* YOUR GOAL
Scan the records below for the line containing "Identify the location of Search. This" and the line containing "Image resolution: width=1688". Copy both, plus every line between, exactly.

* Data entries
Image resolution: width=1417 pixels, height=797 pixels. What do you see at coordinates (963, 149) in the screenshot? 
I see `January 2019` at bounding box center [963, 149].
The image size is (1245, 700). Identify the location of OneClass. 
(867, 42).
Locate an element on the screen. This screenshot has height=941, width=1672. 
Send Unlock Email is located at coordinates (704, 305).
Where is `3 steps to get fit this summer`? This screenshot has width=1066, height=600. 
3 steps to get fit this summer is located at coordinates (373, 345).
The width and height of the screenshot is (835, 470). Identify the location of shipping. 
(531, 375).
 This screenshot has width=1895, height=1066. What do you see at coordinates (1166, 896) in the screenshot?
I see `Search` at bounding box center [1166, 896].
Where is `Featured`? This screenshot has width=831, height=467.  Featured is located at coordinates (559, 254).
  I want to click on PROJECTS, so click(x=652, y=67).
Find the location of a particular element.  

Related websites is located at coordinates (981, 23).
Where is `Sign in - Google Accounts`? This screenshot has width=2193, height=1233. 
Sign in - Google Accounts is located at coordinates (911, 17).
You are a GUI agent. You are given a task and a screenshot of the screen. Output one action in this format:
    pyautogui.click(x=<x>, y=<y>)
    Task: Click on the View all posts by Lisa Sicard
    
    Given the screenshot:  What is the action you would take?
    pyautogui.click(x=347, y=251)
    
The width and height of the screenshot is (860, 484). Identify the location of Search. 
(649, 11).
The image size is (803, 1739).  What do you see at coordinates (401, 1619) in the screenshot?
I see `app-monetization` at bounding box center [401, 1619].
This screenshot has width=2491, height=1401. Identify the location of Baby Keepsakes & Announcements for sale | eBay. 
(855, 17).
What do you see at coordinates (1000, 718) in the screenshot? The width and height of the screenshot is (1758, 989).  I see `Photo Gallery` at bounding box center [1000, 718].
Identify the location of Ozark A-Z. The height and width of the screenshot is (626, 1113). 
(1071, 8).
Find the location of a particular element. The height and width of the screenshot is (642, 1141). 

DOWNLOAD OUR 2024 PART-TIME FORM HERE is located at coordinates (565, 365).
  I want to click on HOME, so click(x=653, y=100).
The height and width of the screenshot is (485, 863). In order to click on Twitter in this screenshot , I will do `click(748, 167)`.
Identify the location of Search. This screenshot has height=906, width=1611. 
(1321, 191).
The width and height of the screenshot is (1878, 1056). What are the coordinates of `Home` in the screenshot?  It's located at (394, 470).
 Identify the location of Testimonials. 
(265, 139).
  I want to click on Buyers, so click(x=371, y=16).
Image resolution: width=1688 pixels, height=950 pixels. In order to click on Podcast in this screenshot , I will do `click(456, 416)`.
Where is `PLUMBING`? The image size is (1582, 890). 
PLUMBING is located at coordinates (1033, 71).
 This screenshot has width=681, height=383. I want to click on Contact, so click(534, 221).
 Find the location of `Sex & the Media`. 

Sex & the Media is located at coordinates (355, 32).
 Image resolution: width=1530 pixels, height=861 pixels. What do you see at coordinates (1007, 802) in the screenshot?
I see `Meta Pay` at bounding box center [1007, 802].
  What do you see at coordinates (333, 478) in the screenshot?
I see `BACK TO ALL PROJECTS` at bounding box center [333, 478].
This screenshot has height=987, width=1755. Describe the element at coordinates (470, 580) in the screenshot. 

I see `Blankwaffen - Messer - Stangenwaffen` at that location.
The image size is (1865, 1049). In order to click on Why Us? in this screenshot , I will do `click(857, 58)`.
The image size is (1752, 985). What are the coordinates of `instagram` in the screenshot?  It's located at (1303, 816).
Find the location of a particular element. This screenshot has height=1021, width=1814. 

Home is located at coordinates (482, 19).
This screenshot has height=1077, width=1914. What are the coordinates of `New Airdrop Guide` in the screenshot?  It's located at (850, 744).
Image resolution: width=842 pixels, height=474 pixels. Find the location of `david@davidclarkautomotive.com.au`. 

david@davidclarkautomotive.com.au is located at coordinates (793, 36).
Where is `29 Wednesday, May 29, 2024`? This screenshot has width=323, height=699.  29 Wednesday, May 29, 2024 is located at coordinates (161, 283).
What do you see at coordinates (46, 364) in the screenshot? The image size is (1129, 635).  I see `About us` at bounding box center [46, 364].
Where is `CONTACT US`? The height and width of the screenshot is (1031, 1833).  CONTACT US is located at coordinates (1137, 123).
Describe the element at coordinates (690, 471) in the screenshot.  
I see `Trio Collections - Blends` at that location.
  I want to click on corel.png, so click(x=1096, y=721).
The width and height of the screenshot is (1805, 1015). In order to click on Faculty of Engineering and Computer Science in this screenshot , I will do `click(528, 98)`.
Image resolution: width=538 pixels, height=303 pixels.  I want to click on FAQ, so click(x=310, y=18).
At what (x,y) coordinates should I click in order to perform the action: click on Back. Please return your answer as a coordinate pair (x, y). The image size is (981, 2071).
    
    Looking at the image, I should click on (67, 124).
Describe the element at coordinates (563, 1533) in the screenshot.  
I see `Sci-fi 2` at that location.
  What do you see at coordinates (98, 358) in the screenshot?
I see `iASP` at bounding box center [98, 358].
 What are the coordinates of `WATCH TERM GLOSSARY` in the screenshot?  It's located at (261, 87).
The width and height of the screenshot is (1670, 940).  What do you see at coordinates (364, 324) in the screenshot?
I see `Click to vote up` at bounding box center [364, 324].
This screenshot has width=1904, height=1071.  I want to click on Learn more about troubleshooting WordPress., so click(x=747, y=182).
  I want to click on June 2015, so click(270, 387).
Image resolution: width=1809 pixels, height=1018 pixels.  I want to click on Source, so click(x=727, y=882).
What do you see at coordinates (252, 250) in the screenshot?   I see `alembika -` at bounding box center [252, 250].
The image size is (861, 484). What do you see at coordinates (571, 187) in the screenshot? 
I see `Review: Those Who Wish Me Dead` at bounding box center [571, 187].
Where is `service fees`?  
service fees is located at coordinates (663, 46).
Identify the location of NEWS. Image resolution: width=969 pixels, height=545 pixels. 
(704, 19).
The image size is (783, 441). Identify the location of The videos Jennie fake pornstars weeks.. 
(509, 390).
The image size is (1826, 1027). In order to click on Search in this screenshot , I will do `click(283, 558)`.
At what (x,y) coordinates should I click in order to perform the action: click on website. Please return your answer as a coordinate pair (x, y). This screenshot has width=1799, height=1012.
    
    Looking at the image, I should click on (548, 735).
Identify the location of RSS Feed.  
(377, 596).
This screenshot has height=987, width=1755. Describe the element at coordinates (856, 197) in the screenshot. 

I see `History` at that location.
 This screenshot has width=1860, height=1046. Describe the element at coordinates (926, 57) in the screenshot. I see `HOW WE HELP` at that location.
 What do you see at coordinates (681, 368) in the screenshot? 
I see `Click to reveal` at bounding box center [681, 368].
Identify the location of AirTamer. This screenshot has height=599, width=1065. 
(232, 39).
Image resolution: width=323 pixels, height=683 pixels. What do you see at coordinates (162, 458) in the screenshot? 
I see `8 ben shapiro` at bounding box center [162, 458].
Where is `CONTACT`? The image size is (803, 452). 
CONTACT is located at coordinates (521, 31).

* PROBLEM SOLUTION
Identify the location of Search. This screenshot has height=906, width=1611. 
(1321, 191).
The width and height of the screenshot is (1878, 1056). What are the coordinates of `Home` in the screenshot?  It's located at (394, 470).
 Identify the location of Testimonials. 
(265, 139).
  I want to click on Buyers, so click(x=371, y=16).
Image resolution: width=1688 pixels, height=950 pixels. In order to click on Podcast in this screenshot , I will do `click(456, 416)`.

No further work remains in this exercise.